A mortgage is just a tool, and like any tool the right one depends on the job. The three you'll actually choose between are FHA, conventional, and VA. The difference between them isn't prestige — it's down payment, mortgage insurance, and who qualifies. Get this right and you save real money every month for decades.
The three loans, side by side
| FHA | Conventional | VA | |
|---|---|---|---|
| Min. down | 3.5% | 3%–5% | 0% |
| Min. credit | 580 (500 w/ 10%) | ~620 | No set floor |
| Mortgage insurance | MIP — usually for life of loan | PMI — drops at 20% equity | None (funding fee instead) |
| Best for | Lower credit / lower down | Strong credit, avoiding lifetime MI | Veterans & active duty |
VA loans require eligible military service. If that's you, it's almost always the strongest option on this table — no down payment and no monthly mortgage insurance.
PMI vs. MIP — the insurance you pay for the bank
When you put down less than 20%, the lender adds mortgage insurance to protect itself if you default. On conventional loans it's called PMI and it falls off automatically once you reach 20% equity. On FHA loans it's called MIP, and on most modern FHA loans it stays for the life of the loan unless you refinance.
That single difference is why a buyer with strong credit often chooses conventional even at a slightly higher rate: escaping lifetime mortgage insurance can be worth more than the rate gap. A buyer rebuilding credit chooses FHA to get in the door, then refinances into a conventional loan later to shed the MIP.
The move most agents skip: house-hacking with FHA
Here's the part of financing that separates a salesperson from a process specialist who thinks like an investor. An FHA loan isn't limited to a single-family house. You can use the same 3.5%-down FHA loan to buy a 2-, 3-, or 4-unit building — a duplex, triplex, or fourplex — as long as you live in one of the units.
You live in one door. Your tenants in the other doors pay rent that covers most — sometimes all — of your mortgage. Your housing cost can drop to a fraction of what renting would cost, while you build equity on a much larger asset. This is house-hacking, and it's the single most powerful starter move in real estate.
The owner-occupancy rule
FHA loans are for primary residences, so the rule is simple: you must move into one of the units within 60 days of closing and live there for at least one year. After that year you can move out, keep the building as a pure rental, and — because you've now lived in a home and learned the ropes — do it again with your next purchase.
This rule is what makes the low down payment possible. The government backs FHA loans to help people house themselves, not to subsidize investors. By living in your investment for a year, you earn access to terms a pure investor could never get.
Using rental income to qualify
On a 2–4 unit purchase, lenders will count a portion of the projected rent from the units you won't occupy toward the income they use to qualify you. Typically they credit around 75% of market rent (the haircut covers vacancy and maintenance). That projected rent can be the difference between qualifying for a $400K single-family and a $700K fourplex.
An appraiser fills out a rent schedule estimating market rents for the building, and the lender folds that number into your debt-to-income calculation. This is why two buyers with identical incomes can qualify for very different properties — the multi-unit buyer brought income-producing math to the table.
House-hacking, done right
- Run the numbers on a 2–4 unit before defaulting to a single-family home
- Verify market rents with real comps, not the seller's optimistic figures
- Budget a reserve — you're now a landlord and things break
- Plan for the one-year occupancy before you move out
- Assume every duplex cash-flows — many don't; run each one
- Forget that you'll manage tenants (or pay someone who will)
- Buy a building that fails inspection hoping rent will fix it
- Skip the owner-occupancy year — it's a loan condition, not a suggestion
Financing questions buyers actually ask
Can I buy a 4-plex with an FHA loan?
Yes. FHA permits 1–4 unit properties at the same 3.5% minimum down payment, provided you live in one of the units for at least a year. A fourplex is the largest building you can finance this way — five units or more is considered commercial.
What's the difference between PMI and MIP?
PMI is private mortgage insurance on conventional loans and it cancels once you reach 20% equity. MIP is FHA's version and on most current FHA loans it lasts the life of the loan. Many buyers use FHA to get in, then refinance to conventional to drop the insurance.
Do I need 20% down to buy a home?
No. That's the most common myth. FHA needs 3.5%, many conventional programs allow 3%–5%, and VA allows 0% for eligible veterans. Putting down less than 20% just means you'll carry mortgage insurance until you build equity.
How does rental income help me qualify for a duplex?
Lenders credit roughly 75% of the projected market rent from the units you won't live in toward your qualifying income. That extra income can dramatically raise the price you qualify for on a 2–4 unit compared to a single-family home.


▸ Task statement: The finished copy should match every record exactly and contain no pictures.

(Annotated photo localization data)
+ + + + + + +

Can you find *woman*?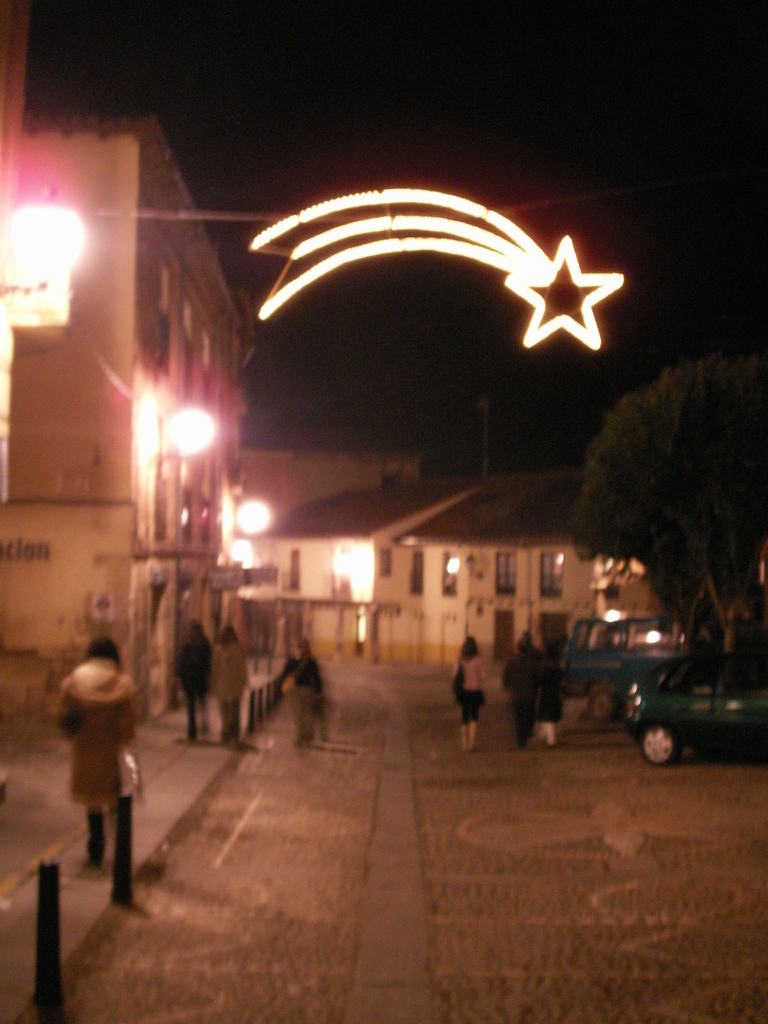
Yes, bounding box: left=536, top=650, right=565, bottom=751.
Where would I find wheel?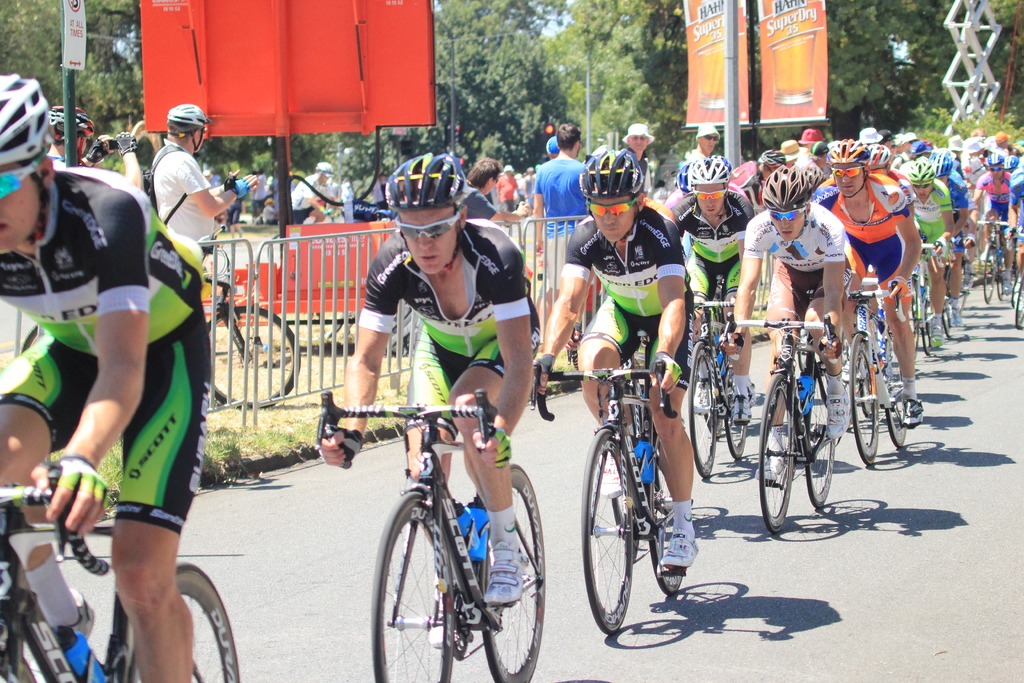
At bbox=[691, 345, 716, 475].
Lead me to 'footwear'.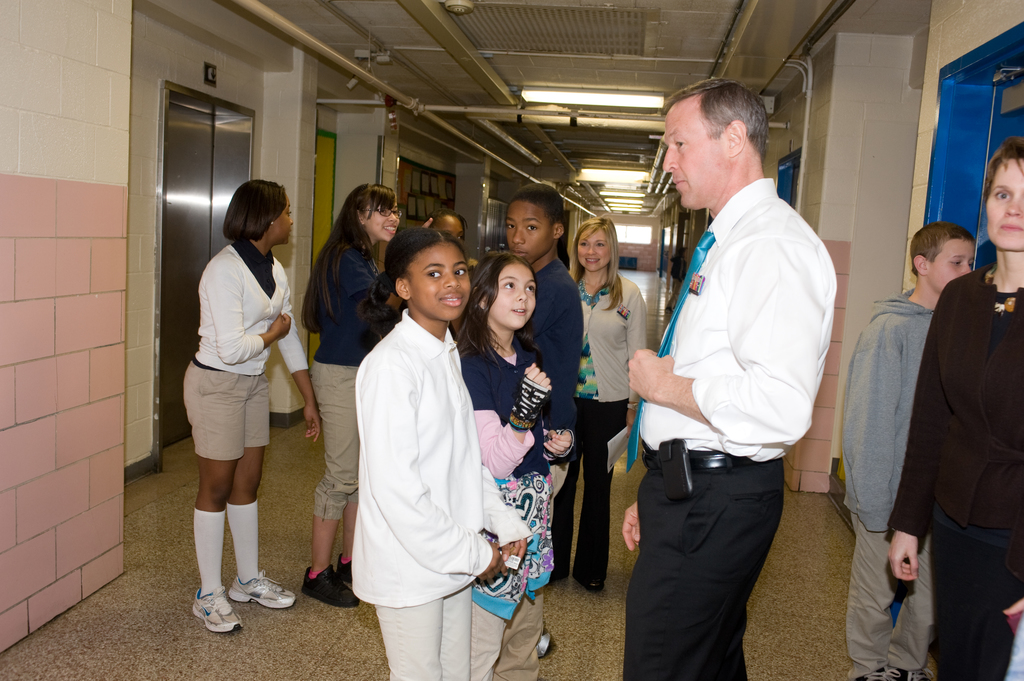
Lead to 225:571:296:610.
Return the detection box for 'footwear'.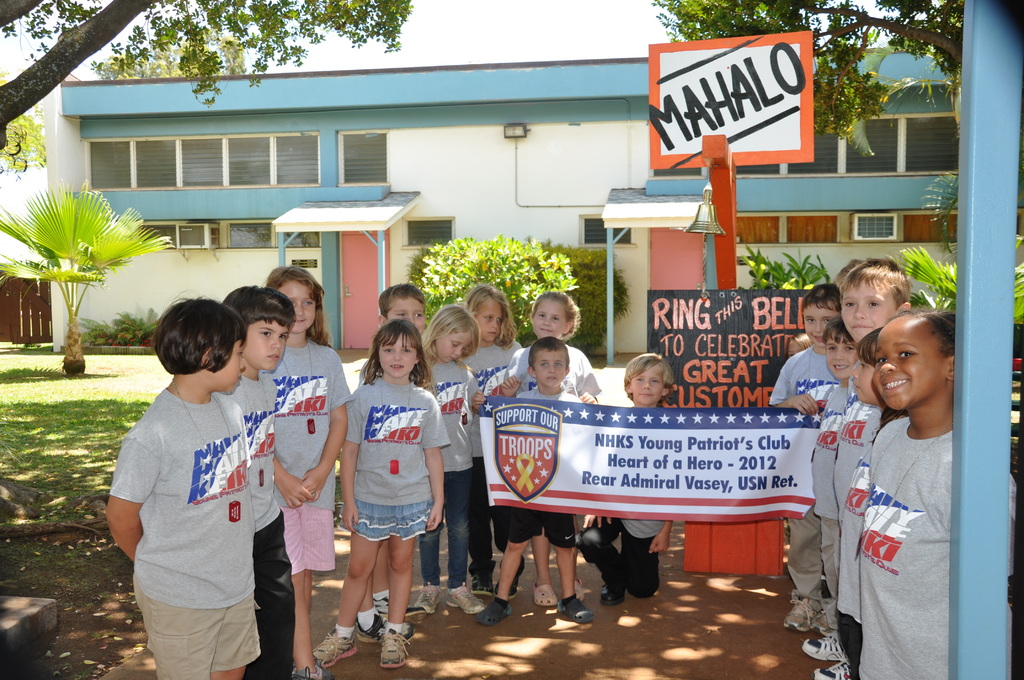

+ + + + + + +

▸ Result for this task:
Can you find *woman*?
Yes, bounding box: left=536, top=650, right=565, bottom=751.
Where would I find wheel?
At bbox=[691, 345, 716, 475].
Lead me to 'footwear'.
Lead to 225:571:296:610.
Return the detection box for 'footwear'.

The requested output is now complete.